This is the interpretation of the thing: MENE; God has numbered your kingdom, and finished it.
This is the interpretation of the thing: MENE; God has numbered your kingdom, and finished it.
This is the interpretation of the thing: MENE; God hath numbered thy kingdom, and brought it to an end;
This is the sense of the words: Mene; your kingdom has been numbered by God and ended.
This is the interpretation of the thing: MENE; God hath numbered thy kingdom, and finished it.
This is the interpretation of the thing: MENE; God has numbered your kingdom, and brought it to an end;
This is the interpretation of the thing: MENE; God hath numbered thy kingdom, and brought it to an end.
This is the interpretation of the thing - It may seem not to have been difficult to interpret the meaning of the communication, when one was able to read the words, or when the sense of the words was understood. But, if the words are placed together, and considered in their abstract form, the whole communication would be so enigmatical that the interpretation would not be likely to occur to anyone without a Divine guidance. This will appear more clearly by arranging the words together, as has been done by Hales:
MENE, number, MENE, number, TEKEL, weight, (PERES) (division) UPHARSIN, division. Or, as it is explained more accurately by Berholdt and Gesenius:
Mene, Numbered, Mene, Numbered, Tekel, Weighted, Upharsin. Divided. From this arrangement it will be at once seen that the interpretation proposed by Daniel was not one that would have been likely to have occurred to anyone.
Mene - מנא menê'. This word is a passive participle from מנה menâh - "to number, to review." - Gesenius, "Lex." The verb is also written מנא menâ' - Buxtorf, "Lex." It would be literally translated "numbered," and would apply to that of which an estimate was taken by counting. We use now an expression which would convey a similar idea, when we say of one that "his days are numbered;" that is, he has not long to live, or is about to die. The idea seems to be taken from the fact, that the duration of a man's life cannot usually be known, and in the general uncertainty we can form no correct estimate of it, but when he is old, or when he is dangerously sick, we feel that we can with some degree of probability number his days, since he cannot now live long. Such is the idea here, as explained by Daniel. All uncertainty about the duration of the kingdom was now removed, for, since the evil had come, an exact estimate of its whole duration - of the number of the years of its continuance - could be made. In the Greek of Theodotion there is no attempt to translate this word, and it is retained in Greek letters - Μανὴ Manē. So also in the Codex Chisianus and in the Latin Vulgate.
God hath numbered thy kingdom - The word which is used here, and rendered "numbered" - מנה menâh - is the verb of which the previous word is the participle. Daniel applies it to the "kingdom" or "reign" of the monarch, as being a thing of more importance than the life of the king himself. It is evident, if, according to the common interpretation of Daniel 5:30, Belshazzar was slain that very night, it "might" have been applied to the king himself, meaning that his days were numbered, and that he was about to die. But this interpretation (see Notes) is not absolutely certain, and perhaps the fact that Daniel did not so apply the word may be properly regarded as one circumstance showing that such an interpretation is not necessary, though probably it is the correct one.
And finished it - This is not the meaning of the word "Mene," but is the explanation by Daniel of the thing intended. The word in its interpretation fairly implied that; or that might be understood from it. The fact that the "kingdom" in its duration was "numbered," properly expressed the idea that it was now to come to an end. It did actually then come to an end by being merged in that of the Medes and Persians.
5:26 MENE - MENE MENE, it is numbered, it is numbered; the words are doubled for the greater confirmation. It relates to the number of the seventy years for the overthrow of the Babylonish empire.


• **Task directions**: Go through the entries below and say how many lines hold the word "space". Nothing else is needed.

START Task material

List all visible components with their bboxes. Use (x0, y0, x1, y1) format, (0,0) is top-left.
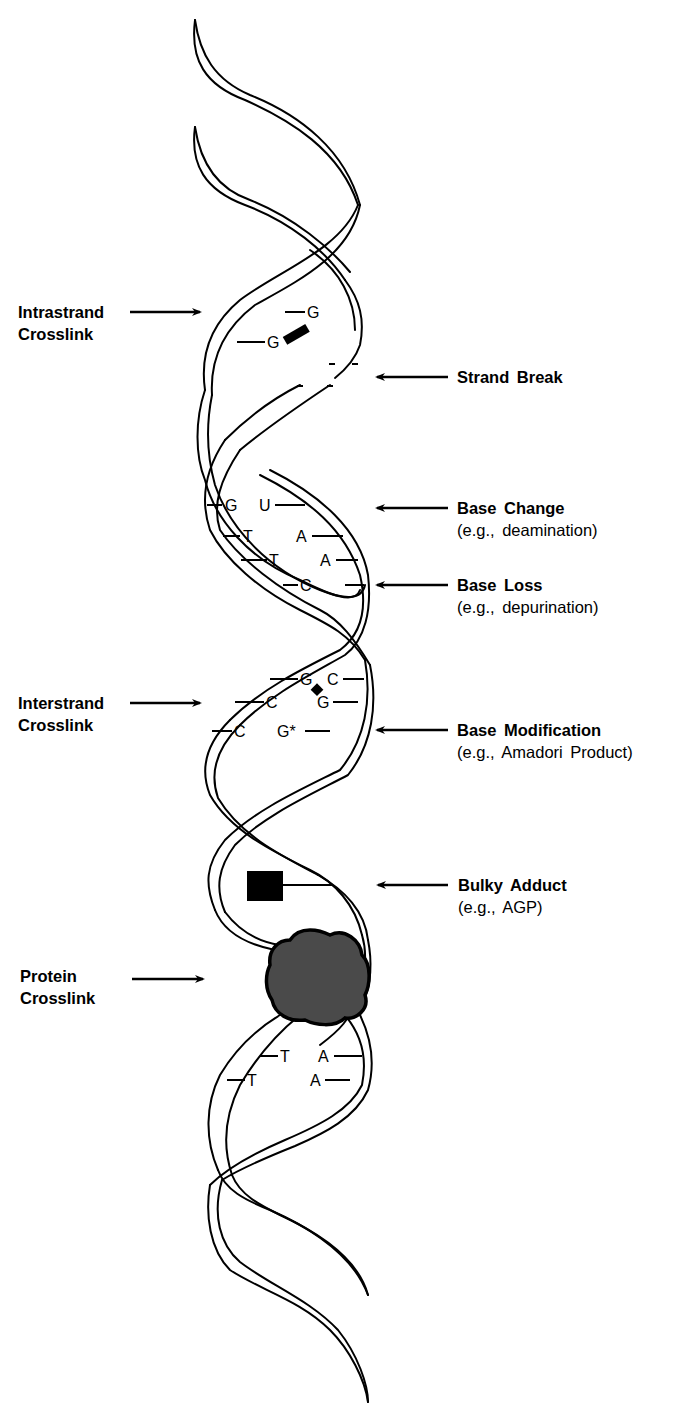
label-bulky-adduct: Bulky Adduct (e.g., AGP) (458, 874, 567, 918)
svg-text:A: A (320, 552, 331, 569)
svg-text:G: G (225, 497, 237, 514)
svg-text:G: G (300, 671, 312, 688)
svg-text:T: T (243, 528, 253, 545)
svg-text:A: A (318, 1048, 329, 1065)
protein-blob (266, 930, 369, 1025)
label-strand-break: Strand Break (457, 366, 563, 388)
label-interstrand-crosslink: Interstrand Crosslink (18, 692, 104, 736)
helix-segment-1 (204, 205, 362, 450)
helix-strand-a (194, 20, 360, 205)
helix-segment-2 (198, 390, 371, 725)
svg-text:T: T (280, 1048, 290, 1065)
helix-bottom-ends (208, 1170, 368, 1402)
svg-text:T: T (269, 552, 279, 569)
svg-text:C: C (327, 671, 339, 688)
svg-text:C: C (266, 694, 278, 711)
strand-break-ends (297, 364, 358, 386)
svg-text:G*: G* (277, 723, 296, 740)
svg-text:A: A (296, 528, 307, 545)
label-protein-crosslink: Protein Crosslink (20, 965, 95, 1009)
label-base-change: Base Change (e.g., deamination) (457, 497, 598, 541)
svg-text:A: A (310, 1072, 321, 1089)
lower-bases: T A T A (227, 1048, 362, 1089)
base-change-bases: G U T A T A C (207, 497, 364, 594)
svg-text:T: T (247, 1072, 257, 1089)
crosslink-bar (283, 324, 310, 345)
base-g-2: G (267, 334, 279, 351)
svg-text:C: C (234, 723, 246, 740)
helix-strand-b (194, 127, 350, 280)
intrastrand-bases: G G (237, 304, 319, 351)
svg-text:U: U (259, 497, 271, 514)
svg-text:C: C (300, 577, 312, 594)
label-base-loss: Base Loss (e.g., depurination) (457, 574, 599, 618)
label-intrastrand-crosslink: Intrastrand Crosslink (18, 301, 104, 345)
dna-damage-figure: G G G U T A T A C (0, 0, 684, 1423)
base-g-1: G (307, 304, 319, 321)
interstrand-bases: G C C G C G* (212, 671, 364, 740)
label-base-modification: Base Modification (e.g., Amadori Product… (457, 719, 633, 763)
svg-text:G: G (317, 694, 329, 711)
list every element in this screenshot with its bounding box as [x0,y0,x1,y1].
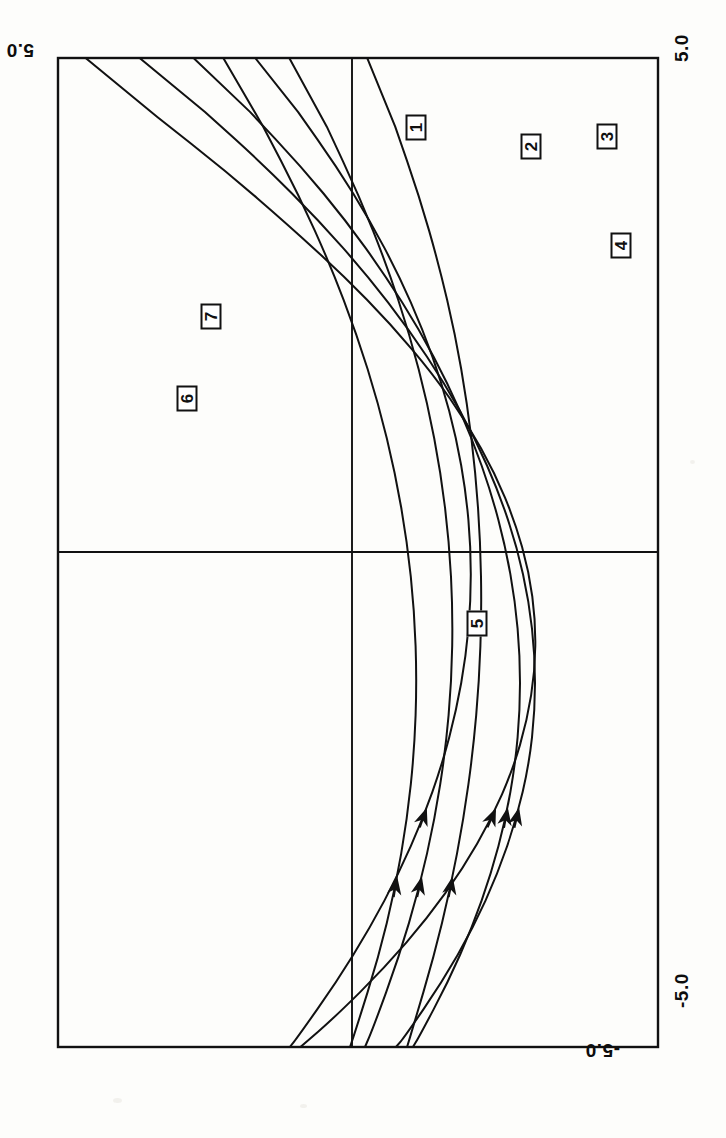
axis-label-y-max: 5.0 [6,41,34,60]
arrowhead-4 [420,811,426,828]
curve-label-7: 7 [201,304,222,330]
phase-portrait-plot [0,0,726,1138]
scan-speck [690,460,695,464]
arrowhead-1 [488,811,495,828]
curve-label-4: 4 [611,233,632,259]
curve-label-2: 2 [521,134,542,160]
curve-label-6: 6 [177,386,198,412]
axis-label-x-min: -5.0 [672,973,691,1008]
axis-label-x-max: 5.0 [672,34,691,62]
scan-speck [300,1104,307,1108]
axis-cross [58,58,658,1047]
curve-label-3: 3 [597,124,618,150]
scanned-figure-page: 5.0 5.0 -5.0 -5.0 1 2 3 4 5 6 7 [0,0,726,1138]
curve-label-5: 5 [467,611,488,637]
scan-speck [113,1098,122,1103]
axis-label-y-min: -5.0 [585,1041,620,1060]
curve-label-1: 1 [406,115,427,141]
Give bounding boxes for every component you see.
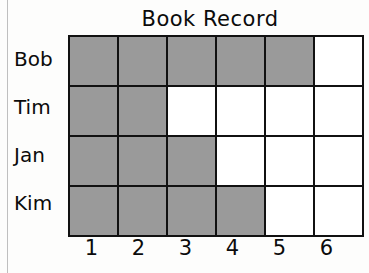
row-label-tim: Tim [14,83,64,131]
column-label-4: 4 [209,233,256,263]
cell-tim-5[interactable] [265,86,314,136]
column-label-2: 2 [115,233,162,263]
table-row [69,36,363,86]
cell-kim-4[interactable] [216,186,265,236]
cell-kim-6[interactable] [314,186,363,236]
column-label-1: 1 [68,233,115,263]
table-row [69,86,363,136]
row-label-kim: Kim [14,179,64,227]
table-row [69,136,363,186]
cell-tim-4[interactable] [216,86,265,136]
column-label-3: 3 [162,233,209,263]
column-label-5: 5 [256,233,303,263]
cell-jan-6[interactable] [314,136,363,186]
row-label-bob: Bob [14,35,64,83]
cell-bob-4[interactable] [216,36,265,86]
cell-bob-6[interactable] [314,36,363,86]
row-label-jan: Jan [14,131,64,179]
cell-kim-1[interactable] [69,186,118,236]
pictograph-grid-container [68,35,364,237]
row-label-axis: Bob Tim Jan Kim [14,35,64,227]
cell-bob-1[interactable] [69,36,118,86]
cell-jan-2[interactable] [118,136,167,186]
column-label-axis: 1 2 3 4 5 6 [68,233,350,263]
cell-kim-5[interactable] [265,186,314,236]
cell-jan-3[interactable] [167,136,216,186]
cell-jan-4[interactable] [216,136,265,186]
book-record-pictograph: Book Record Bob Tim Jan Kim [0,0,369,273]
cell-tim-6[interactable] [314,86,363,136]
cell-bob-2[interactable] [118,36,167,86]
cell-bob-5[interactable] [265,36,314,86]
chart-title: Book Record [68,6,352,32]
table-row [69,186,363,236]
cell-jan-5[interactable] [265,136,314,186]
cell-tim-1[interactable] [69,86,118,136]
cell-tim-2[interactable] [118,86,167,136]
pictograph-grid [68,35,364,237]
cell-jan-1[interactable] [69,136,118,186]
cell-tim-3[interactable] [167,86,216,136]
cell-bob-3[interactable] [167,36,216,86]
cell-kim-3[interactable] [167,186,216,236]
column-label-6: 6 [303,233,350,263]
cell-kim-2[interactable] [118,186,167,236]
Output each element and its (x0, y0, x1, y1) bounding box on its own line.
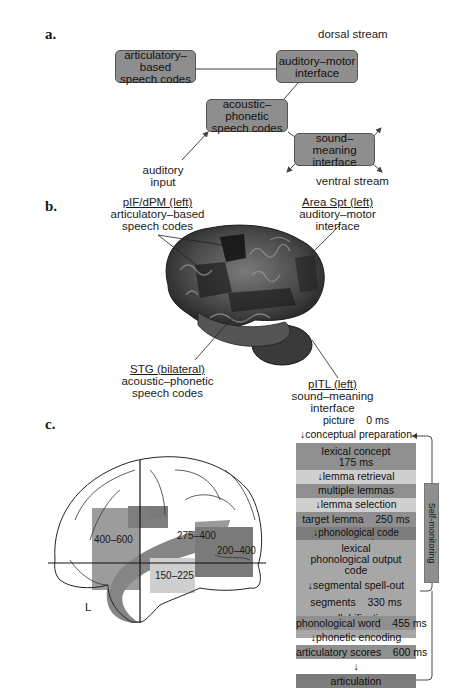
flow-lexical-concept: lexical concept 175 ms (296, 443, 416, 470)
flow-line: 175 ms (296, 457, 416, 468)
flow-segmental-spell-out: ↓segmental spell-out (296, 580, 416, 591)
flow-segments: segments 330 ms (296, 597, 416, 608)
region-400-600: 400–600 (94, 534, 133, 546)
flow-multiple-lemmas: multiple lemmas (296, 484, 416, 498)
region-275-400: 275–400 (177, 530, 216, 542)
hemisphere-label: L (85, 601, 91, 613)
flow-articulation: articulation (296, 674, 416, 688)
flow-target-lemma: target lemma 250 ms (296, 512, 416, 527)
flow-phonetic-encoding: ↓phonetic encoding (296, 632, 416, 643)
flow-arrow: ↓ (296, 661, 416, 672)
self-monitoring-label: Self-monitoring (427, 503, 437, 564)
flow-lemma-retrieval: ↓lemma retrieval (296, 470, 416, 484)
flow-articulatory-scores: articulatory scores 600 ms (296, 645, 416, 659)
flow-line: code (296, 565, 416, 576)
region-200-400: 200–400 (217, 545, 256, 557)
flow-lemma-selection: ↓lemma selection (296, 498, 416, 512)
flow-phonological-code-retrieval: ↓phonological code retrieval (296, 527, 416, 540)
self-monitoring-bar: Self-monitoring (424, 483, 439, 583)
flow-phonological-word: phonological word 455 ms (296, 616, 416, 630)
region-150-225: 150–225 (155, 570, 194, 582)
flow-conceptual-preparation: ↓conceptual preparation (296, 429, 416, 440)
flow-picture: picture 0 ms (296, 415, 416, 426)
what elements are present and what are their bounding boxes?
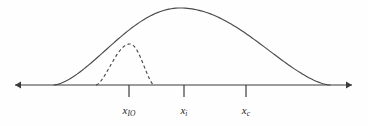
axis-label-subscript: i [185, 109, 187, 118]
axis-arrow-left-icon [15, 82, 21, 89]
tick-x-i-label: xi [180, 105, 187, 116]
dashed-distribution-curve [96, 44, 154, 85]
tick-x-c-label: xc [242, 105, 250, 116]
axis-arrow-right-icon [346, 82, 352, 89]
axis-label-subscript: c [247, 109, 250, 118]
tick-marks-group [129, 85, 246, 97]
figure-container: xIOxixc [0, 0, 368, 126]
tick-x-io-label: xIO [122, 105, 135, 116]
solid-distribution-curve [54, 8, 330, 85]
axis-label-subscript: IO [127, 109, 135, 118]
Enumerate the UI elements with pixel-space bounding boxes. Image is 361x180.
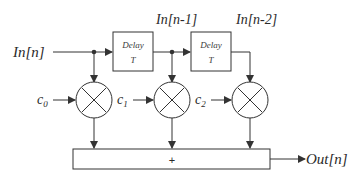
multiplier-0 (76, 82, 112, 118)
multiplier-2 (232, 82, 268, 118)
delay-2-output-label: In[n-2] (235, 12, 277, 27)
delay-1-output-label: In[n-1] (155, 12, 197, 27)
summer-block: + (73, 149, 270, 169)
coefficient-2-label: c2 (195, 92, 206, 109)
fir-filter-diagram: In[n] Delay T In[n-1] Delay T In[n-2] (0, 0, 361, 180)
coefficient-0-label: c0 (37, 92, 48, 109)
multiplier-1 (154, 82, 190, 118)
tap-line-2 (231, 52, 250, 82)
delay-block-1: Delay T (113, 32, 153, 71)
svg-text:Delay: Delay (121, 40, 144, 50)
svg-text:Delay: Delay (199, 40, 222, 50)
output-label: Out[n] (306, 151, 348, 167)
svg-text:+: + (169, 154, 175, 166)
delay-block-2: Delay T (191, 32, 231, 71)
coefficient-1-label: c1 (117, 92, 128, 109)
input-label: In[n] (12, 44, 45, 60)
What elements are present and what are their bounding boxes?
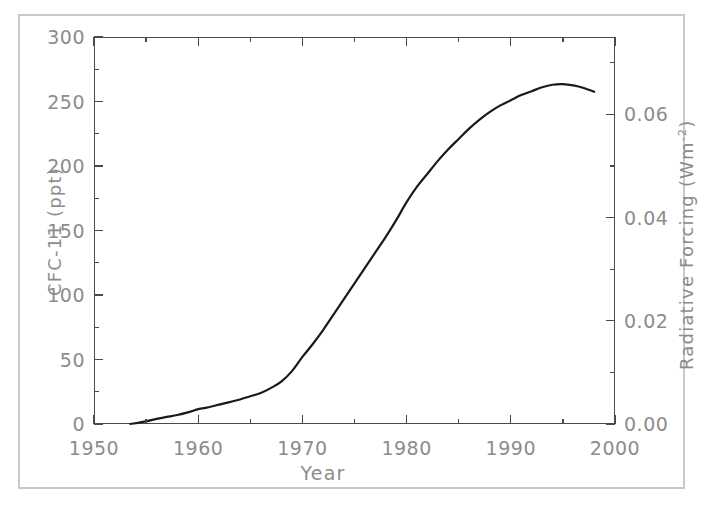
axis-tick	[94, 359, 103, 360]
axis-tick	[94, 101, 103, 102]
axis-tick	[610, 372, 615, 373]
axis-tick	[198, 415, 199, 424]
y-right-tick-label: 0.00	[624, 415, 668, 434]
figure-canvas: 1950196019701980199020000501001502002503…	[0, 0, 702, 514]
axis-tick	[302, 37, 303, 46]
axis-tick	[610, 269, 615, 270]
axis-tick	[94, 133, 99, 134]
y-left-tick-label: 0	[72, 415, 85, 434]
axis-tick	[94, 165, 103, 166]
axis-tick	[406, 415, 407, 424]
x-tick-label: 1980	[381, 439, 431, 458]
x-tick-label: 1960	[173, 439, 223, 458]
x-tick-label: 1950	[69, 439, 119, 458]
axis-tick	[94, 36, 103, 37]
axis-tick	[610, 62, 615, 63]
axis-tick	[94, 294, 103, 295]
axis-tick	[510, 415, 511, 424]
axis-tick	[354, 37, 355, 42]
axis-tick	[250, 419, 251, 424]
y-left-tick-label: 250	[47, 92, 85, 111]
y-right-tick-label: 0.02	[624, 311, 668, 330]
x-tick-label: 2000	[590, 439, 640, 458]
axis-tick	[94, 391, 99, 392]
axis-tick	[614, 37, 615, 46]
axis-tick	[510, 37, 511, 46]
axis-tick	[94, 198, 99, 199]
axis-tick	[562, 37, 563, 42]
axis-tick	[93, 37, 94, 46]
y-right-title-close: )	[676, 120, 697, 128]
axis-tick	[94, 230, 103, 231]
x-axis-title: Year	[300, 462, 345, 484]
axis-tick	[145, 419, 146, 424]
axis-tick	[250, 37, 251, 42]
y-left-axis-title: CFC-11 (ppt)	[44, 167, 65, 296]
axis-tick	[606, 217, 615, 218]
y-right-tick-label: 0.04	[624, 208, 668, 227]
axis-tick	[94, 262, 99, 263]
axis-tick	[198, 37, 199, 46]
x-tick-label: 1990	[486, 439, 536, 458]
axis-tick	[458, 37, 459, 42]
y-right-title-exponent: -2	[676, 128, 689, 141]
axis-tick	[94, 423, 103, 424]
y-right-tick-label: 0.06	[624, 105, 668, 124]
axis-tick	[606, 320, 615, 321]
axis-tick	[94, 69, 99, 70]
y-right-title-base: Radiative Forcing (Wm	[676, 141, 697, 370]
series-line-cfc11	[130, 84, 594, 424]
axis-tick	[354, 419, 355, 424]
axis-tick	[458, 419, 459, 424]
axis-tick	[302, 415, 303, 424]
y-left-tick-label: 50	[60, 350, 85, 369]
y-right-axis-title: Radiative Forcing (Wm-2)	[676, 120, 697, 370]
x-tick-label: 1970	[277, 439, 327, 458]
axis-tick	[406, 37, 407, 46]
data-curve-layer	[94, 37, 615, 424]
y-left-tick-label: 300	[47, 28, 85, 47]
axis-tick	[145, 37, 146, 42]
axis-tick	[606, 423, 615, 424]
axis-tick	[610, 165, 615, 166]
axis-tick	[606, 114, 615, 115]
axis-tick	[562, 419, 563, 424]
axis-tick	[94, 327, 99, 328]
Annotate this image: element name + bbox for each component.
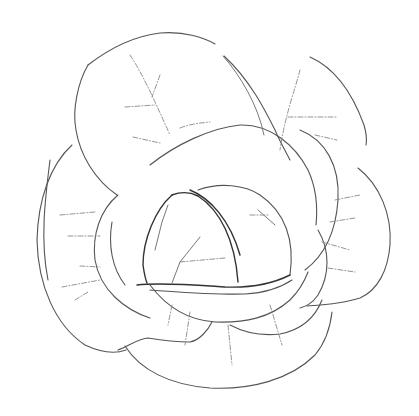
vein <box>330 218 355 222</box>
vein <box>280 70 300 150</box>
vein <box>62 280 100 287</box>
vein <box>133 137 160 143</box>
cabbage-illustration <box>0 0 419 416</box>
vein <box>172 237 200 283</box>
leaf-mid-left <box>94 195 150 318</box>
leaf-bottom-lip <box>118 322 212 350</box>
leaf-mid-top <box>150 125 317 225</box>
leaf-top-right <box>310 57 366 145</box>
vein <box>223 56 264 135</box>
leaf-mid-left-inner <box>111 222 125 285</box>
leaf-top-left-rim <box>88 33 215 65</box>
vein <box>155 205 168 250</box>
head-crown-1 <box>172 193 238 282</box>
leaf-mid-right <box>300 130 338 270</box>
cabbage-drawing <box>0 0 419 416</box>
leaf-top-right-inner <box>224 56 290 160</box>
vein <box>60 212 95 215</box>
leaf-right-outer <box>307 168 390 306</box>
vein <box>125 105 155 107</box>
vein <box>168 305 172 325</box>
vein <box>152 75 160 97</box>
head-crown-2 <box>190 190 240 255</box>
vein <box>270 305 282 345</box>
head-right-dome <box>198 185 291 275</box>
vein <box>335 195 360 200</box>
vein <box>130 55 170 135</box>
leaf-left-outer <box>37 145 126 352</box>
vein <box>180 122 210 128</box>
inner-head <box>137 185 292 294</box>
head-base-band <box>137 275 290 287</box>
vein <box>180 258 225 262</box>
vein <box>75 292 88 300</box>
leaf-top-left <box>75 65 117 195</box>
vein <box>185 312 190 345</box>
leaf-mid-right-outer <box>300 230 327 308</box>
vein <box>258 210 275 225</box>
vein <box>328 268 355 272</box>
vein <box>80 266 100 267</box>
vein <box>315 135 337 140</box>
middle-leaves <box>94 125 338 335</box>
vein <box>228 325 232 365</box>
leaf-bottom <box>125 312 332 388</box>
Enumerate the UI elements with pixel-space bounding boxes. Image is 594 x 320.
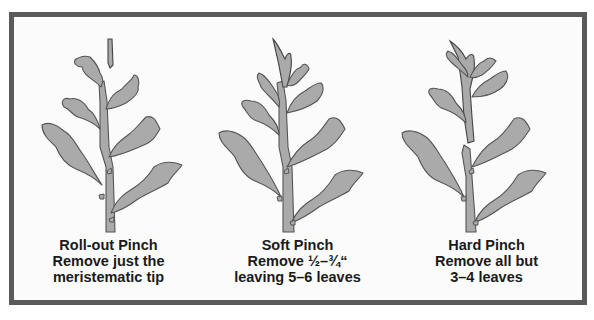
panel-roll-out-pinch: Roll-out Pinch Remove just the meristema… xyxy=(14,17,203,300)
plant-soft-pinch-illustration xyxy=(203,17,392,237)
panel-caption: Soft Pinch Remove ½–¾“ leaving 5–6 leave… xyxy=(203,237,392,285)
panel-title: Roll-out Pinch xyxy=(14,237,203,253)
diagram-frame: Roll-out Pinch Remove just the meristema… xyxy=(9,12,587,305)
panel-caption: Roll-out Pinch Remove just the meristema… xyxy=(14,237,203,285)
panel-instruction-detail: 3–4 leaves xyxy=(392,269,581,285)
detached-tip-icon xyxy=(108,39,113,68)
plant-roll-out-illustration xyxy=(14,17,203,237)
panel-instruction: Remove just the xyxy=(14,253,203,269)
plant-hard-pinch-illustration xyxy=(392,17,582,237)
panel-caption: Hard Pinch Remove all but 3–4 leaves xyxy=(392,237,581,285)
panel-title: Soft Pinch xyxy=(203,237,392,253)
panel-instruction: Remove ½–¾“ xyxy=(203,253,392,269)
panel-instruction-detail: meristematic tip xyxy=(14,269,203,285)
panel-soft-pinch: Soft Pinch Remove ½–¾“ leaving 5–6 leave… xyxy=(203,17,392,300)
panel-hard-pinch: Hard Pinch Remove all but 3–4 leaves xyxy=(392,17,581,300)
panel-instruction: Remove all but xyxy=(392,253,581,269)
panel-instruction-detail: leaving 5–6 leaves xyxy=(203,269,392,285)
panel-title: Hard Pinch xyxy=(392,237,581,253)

END Task material

• **Output of the task**: 2